A battered ASUS TUF GeForce RTX 4070 SUPER has been brought back to life after an unusually violent kind of failure: it was hit with a hammer during a domestic dispute, then revived by moving its GPU and memory onto a donor board. The repair was done by Brother Zhang, a Chinese electronics specialist on YouTube, and it worked well enough for the card to boot and pass stress tests.
The interesting part is what survived. The damage was severe on the outside – a bent metal heat spreader, shifted display outputs, a cracked and delaminating PCB, and broken traces – but diagnostics pointed to the destroyed board rather than the graphics processor or memory as the main problem. In repair terms, that is the difference between a brutal write-off and a very expensive puzzle.
What the hammer left behind
According to the repairer, the system had already been powered off when the damage happened.

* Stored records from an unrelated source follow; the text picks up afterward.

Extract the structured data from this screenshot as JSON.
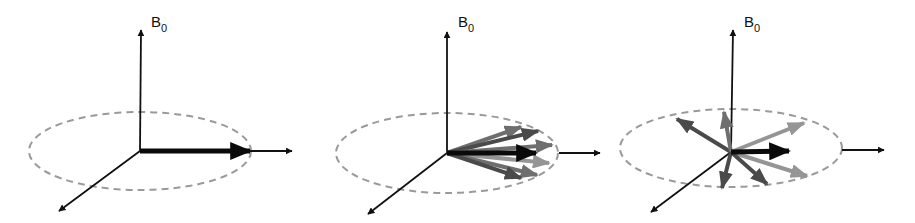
{
  "figure": {
    "axis_label": "B",
    "axis_label_subscript": "0",
    "colors": {
      "axis": "#111111",
      "ellipse": "#9a9a9a",
      "net_vector": "#0a0a0a",
      "spin_dark": "#4a4a4a",
      "spin_mid": "#6e6e6e",
      "spin_light": "#959595"
    },
    "panels": [
      {
        "id": "in-phase",
        "label_main": "B",
        "label_sub": "0",
        "spin_count": 1
      },
      {
        "id": "partially-dephased",
        "label_main": "B",
        "label_sub": "0",
        "spin_count": 7
      },
      {
        "id": "dephased",
        "label_main": "B",
        "label_sub": "0",
        "spin_count": 7
      }
    ]
  }
}
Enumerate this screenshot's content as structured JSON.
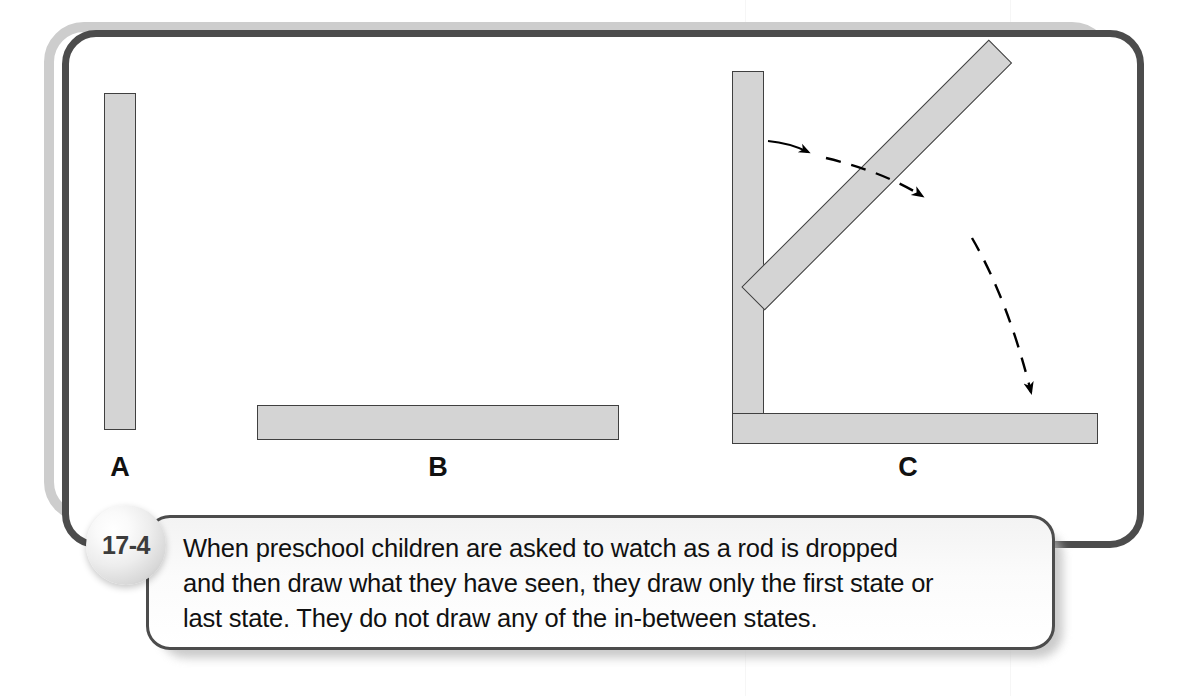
{
  "figure": {
    "number": "17-4",
    "caption": "When preschool children are asked to watch as a rod is dropped and then draw what they have seen, they draw only the first state or last state. They do not draw any of the in-between states.",
    "caption_lines": [
      "When preschool children are asked to watch as a rod is dropped",
      "and then draw what they have seen, they draw only the first state or",
      "last state. They do not draw any of the in-between states."
    ]
  },
  "panels": [
    {
      "label": "A",
      "description": "Vertical rod in upright first state",
      "rods": [
        {
          "name": "rod-a-vertical",
          "orientation": "vertical",
          "angle_deg": 90
        }
      ]
    },
    {
      "label": "B",
      "description": "Horizontal rod in fallen last state",
      "rods": [
        {
          "name": "rod-b-horizontal",
          "orientation": "horizontal",
          "angle_deg": 0
        }
      ]
    },
    {
      "label": "C",
      "description": "Rod shown falling through in-between states with motion arrows",
      "rods": [
        {
          "name": "rod-c-vertical",
          "orientation": "vertical",
          "angle_deg": 90
        },
        {
          "name": "rod-c-diagonal",
          "orientation": "diagonal",
          "angle_deg": 45
        },
        {
          "name": "rod-c-horizontal",
          "orientation": "horizontal",
          "angle_deg": 0
        }
      ],
      "arrows": [
        {
          "name": "motion-arrow-upper",
          "style": "dashed-curved",
          "heads": 2,
          "direction": "vertical-to-diagonal"
        },
        {
          "name": "motion-arrow-lower",
          "style": "dashed-curved",
          "heads": 1,
          "direction": "diagonal-to-horizontal"
        }
      ]
    }
  ],
  "colors": {
    "rod_fill": "#d4d4d4",
    "rod_border": "#404040",
    "frame_border": "#4c4c4c",
    "frame_shadow": "#cdcdcd",
    "text": "#111111",
    "badge_text": "#3c3c3c",
    "arrow": "#000000"
  }
}
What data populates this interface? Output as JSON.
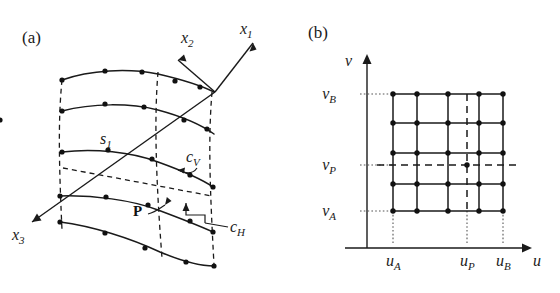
{
  "figure": {
    "panels": [
      {
        "id": "a",
        "label": "(a)",
        "caption_axes": [
          "x_1",
          "x_2",
          "x_3"
        ],
        "axes": [
          {
            "name": "x1-axis",
            "label_base": "x",
            "label_sub": "1",
            "direction": "up-right",
            "label_x": 243,
            "label_y": 34
          },
          {
            "name": "x2-axis",
            "label_base": "x",
            "label_sub": "2",
            "direction": "left",
            "label_x": 186,
            "label_y": 43
          },
          {
            "name": "x3-axis",
            "label_base": "x",
            "label_sub": "3",
            "direction": "down-left",
            "label_x": 14,
            "label_y": 238
          }
        ],
        "annotations": [
          {
            "name": "surface-label",
            "base": "s",
            "sub": "1",
            "x": 103,
            "y": 140
          },
          {
            "name": "cv-label",
            "base": "c",
            "sub": "V",
            "x": 190,
            "y": 163
          },
          {
            "name": "ch-label",
            "base": "c",
            "sub": "H",
            "x": 233,
            "y": 228
          },
          {
            "name": "point-p-label",
            "text": "P",
            "x": 140,
            "y": 211
          }
        ],
        "surface": {
          "description": "B-spline surface patch with control-point net",
          "curves": 5,
          "points_per_curve": 5
        }
      },
      {
        "id": "b",
        "label": "(b)",
        "axes": [
          {
            "name": "v-axis",
            "label_base": "ν",
            "label_sub": "",
            "orientation": "vertical",
            "label_x": 319,
            "label_y": 36
          },
          {
            "name": "u-axis",
            "label_base": "u",
            "label_sub": "",
            "orientation": "horizontal",
            "label_x": 536,
            "label_y": 264
          }
        ],
        "y_ticks": [
          {
            "name": "tick-vB",
            "base": "ν",
            "sub": "B",
            "y": 94
          },
          {
            "name": "tick-vP",
            "base": "ν",
            "sub": "P",
            "y": 165
          },
          {
            "name": "tick-vA",
            "base": "ν",
            "sub": "A",
            "y": 211
          }
        ],
        "x_ticks": [
          {
            "name": "tick-uA",
            "base": "u",
            "sub": "A",
            "x": 393
          },
          {
            "name": "tick-uP",
            "base": "u",
            "sub": "P",
            "x": 467
          },
          {
            "name": "tick-uB",
            "base": "u",
            "sub": "B",
            "x": 503
          }
        ],
        "grid": {
          "columns": 5,
          "rows": 5,
          "x_positions": [
            393,
            417,
            448,
            479,
            503
          ],
          "y_positions": [
            94,
            123,
            153,
            184,
            211
          ],
          "param_point": {
            "name": "parameter-point-P",
            "u": 467,
            "v": 165
          }
        }
      }
    ]
  },
  "colors": {
    "ink": "#1a1a1a",
    "background": "#ffffff",
    "dot_guide": "#555555"
  }
}
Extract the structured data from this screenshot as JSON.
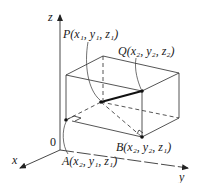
{
  "diagram": {
    "type": "3d-coordinate-box",
    "axes": {
      "x_label": "x",
      "y_label": "y",
      "z_label": "z",
      "origin_label": "0"
    },
    "points": [
      {
        "id": "P",
        "name": "P",
        "coords": [
          "x",
          "1",
          "y",
          "1",
          "z",
          "1"
        ],
        "text": "P(x₁, y₁, z₁)"
      },
      {
        "id": "Q",
        "name": "Q",
        "coords": [
          "x",
          "2",
          "y",
          "2",
          "z",
          "2"
        ],
        "text": "Q(x₂, y₂, z₂)"
      },
      {
        "id": "A",
        "name": "A",
        "coords": [
          "x",
          "2",
          "y",
          "1",
          "z",
          "1"
        ],
        "text": "A(x₂, y₁, z₁)"
      },
      {
        "id": "B",
        "name": "B",
        "coords": [
          "x",
          "2",
          "y",
          "2",
          "z",
          "1"
        ],
        "text": "B(x₂, y₂, z₁)"
      }
    ],
    "segment_highlight": "PQ",
    "colors": {
      "line": "#2a2a2a",
      "background": "#ffffff"
    }
  }
}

That detail mattered: if the board had been smashed while running, the odds of a dead GPU or memory chip would have been much worse. A short circuit showed up on the 1.8 V line, but the source of the fault was the ruined board itself.
That kind of diagnosis is what separates a real repair from a hopeful parts swap. Modern graphics cards are dense, layered, and unforgiving, so once the PCB is split or traces are torn, the original board is usually finished. China’s busy repair scene has turned board transplants into a practical survival tactic for high-end hardware, and this card is a textbook example.
RTX 4070 SUPER GPU and memory moved to a donor board
With the original PCB beyond saving, Brother Zhang removed the GPU and memory chips from the damaged RTX 4070 SUPER and reinstalled them onto a fully working replacement board. After reassembly, the card started normally and completed stress testing, which is about as close to a happy ending as a hammer story gets.
- Card: ASUS TUF GeForce RTX 4070 SUPER
- Damage: hammer strikes, bent heat spreader, displaced video outputs, cracked PCB, broken traces
- Repair method: GPU and memory transplanted to a donor PCB
- Result: the card powered on and passed stress tests
Why this repair was possible
This story is less about brute-force resilience than about timing. Because the damage happened after shutdown, the sensitive silicon appears to have escaped the worst of it, which gave the repair a fighting chance. If there is a lesson here, it is that a dead board and a dead GPU are not the same thing – and in the right hands, that distinction can save a very expensive graphics card.
The obvious question is whether this kind of resurrection makes economic sense outside a showcase repair shop. Usually it does only when the chip package survives and a donor board is available, which is why these dramatic fixes are still rare. The next test for cards like this will not be the hammer; it will be whether board-level repair keeps scaling as GPUs get more complex and more tightly integrated.